When people think about fashion in New York City, they tend to focus on the hustle and bustle of Manhattan, where city dwellers are known to walk the streets in the very best designer outfits. Staten Island seldom enters the conversation.
But a new exhibition aims to put the “forgotten borough” on the fashion map – strictly on its own terms.
“Staten Island Mode: Identity, Memory, Fashion,” opening on Saturday at the Newhouse Center for Contemporary Art at Snug Harbor, doesn’t emphasize high-end fashion designers, as many other exhibitions do. Instead, the focus is on everyday people and their connection to dressing up. According to its planners, the show is about identifying why people dress the way they do, and how Staten Islanders blend local history and memories into their fashion choices.
The show is billed as the “first major contemporary fashion exhibition on Staten Island.” Its curators, Jenna Rossi-Camus and Alexis Romano, grew up in Staten Island, but met while they were studying fashion history in the U.K.
The curators of “Staten Island Mode” focused on how the fashion choices of everyday people can reflect cultural heritage and personal memories.
Michael McWeeney
“We’re very connected to our memories of growing up here,” Rossi-Camus said. “But at the same time, having spent time abroad, we look back differently on where we came from, and also stereotypes of Staten Island in the media that we’d encountered by people from other places in the world. Instead of trying to uncover secret histories from the distant past, we wanted to focus on what Staten Island was like today.”
Romano says the heart of the show is the idea that the style choices of everyday people are important when discussing fashion, because clothing – no matter how normal or eccentric – can be closely tied to identity.
“We were trying to make these sort of ordinary stories extraordinary,” Romano said. “We think that’s something that is specific to Staten Island, but also something that is a global idea.”
A portrait of Wanda Chambers, one of numerous Staten Islanders depicted in photographs by Michael McWeeney in “Staten Island Mode.”
Michael McWeeney
In the exhibition’s main room, larger-than-life portraits of subjects the curators interviewed last summer, made by documentary photographer Michael McWeeney with an old-school film camera, are displayed like pages ripped from a magazine. Some people are adorned in traditional garb that reflects their cultural heritage, while others wear basic street clothes or colorful party attire.
When asked how others would know they are from Staten Island, most interviewees referred to the way they speak. And when they were asked to explain how they made fashion choices, one common thread that emerged among them was practicality.
“They dress for comfort,” Rossi-Camus said. “They dress for an event. They dress for the day. They dress for the task at hand.”
Tianni Graham, a native New Yorker and the principal archivist at fashion label Thom Browne, agreed.
“Staten Island’s fashion sense is a result of everyday people working,” Graham said. “It’s more of a casual, laid-back style. A lot of people that live in Staten Island work and commute to the city, so you have to be comfortable for the most part. That’s why workwear is very fundamental.”
Still, Romano says, a story one interviewee told about wearing a long white dress to the NYC Drag March stuck with her, and reminded her why she wanted to curate this exhibition.
“That person was harassed while on the Staten Island Ferry,” she said. “They decided to stand up for themselves and fought back. So the dress, while it’s no longer worn, has become a symbol of empowerment.”
A room called “Noise” looks at past fashion trends and accessories in Staten Island, like this Wu Wear T-shirt owned by co-curator Alexis Romano.
Michael McWeeney
While most of “Staten Island Mode” focuses on the present moment, a room called “Noise” allows visitors to explore how some Staten Islanders dressed in the past.
“This is where we explore the various ways in which fashion relates to the idea of noise,” Romano said. “How do we make noise in our personal dressing, with our personal dressing choices?” Examples on view include embroidered prom dresses from the early 2000s, multicolored velvet tracksuits from Juicy Couture, and nostalgic T-shirts and sweaters from brands like Wu Wear, the clothing line by the legendary Staten Island rap group Wu-Tang Clan.
Meanwhile, a room dedicated to current Staten Island retailers brings visitors back to the present by including brands like Millie’s Couture, Country Mouse and Hey Viv.
“Everyone was really excited to be a part of this project,” Romano said. “They understood we were not displaying their clothes as though we were in a commercial setting, but rather a space that sort of is positioned between a showroom and a museum display.”
Attire is displayed in a variety of ways throughout the show.
“We are not just putting fashion on mannequins, as you see in a majority of fashion exhibitions,” Romano said. “We are hanging it literally from the ceiling, or laying it flat.”
The important takeaway in “Staten Island Mode,” she added, is the idea that people “dress to please themselves, whether that’s dressing to the nines from top to bottom, or whether that’s wearing a garment that was passed down from a parent or a grandparent that holds a special memory, or whether that’s being really comfortable.”
“Staten Island Mode: Identity, Memory, Fashion” runs from July 29 through Dec 31, 2023.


▸ YOUR INSTRUCTIONS:
From the records below, please return each line that holds the word "товару".

[[ THE DATA open ]]

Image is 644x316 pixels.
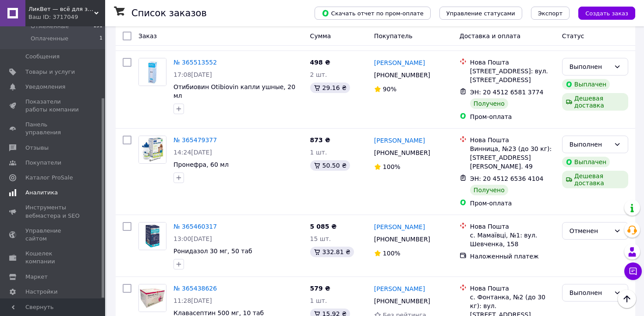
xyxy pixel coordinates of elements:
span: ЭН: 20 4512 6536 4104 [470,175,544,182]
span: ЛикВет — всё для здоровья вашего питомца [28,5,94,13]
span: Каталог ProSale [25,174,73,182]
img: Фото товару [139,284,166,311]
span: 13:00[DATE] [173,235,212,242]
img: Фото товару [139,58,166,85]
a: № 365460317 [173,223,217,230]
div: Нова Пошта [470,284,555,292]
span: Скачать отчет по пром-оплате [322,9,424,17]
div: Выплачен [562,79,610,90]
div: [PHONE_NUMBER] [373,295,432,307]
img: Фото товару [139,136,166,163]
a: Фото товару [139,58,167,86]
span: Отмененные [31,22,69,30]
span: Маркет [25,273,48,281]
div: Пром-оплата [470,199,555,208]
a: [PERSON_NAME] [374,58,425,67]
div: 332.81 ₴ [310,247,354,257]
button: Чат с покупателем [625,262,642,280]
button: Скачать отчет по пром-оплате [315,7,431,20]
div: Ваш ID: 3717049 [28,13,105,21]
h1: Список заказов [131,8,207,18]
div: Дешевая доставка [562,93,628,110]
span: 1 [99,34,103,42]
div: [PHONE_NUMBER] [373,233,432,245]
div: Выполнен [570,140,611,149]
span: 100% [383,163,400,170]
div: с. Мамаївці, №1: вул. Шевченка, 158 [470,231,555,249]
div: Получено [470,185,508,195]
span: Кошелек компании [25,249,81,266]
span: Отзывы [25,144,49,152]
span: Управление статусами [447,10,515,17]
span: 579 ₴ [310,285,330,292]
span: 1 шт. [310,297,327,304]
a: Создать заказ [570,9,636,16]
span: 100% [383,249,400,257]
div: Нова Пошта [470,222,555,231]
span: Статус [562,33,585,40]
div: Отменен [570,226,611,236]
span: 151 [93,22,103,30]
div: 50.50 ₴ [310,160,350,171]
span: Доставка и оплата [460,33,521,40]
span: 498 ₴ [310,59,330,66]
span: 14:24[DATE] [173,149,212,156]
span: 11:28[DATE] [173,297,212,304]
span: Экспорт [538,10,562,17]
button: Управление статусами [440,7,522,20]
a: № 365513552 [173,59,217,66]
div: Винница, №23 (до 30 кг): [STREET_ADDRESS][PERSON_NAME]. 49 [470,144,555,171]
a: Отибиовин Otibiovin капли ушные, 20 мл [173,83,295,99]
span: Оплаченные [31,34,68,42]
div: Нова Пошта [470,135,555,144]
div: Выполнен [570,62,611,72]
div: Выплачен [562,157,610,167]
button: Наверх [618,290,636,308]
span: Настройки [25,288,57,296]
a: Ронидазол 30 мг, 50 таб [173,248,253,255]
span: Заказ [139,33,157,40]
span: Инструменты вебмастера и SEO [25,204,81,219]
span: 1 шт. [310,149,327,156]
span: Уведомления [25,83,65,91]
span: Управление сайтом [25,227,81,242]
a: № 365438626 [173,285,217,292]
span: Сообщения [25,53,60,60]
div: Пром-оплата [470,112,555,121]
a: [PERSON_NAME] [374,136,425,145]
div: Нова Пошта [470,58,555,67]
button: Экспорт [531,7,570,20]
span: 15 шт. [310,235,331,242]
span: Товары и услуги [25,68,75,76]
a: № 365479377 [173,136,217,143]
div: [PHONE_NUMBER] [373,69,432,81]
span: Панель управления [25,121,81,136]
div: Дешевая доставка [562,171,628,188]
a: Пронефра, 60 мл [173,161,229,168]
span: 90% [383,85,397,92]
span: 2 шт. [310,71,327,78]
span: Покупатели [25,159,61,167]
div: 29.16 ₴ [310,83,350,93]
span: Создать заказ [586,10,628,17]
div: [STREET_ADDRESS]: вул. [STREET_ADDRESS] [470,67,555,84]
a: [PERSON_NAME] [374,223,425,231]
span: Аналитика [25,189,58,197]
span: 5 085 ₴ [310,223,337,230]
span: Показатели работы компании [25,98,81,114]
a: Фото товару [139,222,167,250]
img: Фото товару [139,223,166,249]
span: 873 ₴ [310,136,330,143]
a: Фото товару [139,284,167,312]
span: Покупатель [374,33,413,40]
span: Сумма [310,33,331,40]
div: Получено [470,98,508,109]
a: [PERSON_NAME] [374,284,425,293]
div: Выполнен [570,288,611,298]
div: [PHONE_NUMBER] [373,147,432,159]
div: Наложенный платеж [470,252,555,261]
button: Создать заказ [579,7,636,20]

[[ THE DATA closed ]]

▸ RESPONSE FOR THIS EXERCISE:
img: Фото товару [139,284,166,311]
img: Фото товару [139,58,166,85]
img: Фото товару [139,136,166,163]
a: Фото товару [139,58,167,86]
a: Фото товару [139,222,167,250]
img: Фото товару [139,223,166,249]
a: Фото товару [139,284,167,312]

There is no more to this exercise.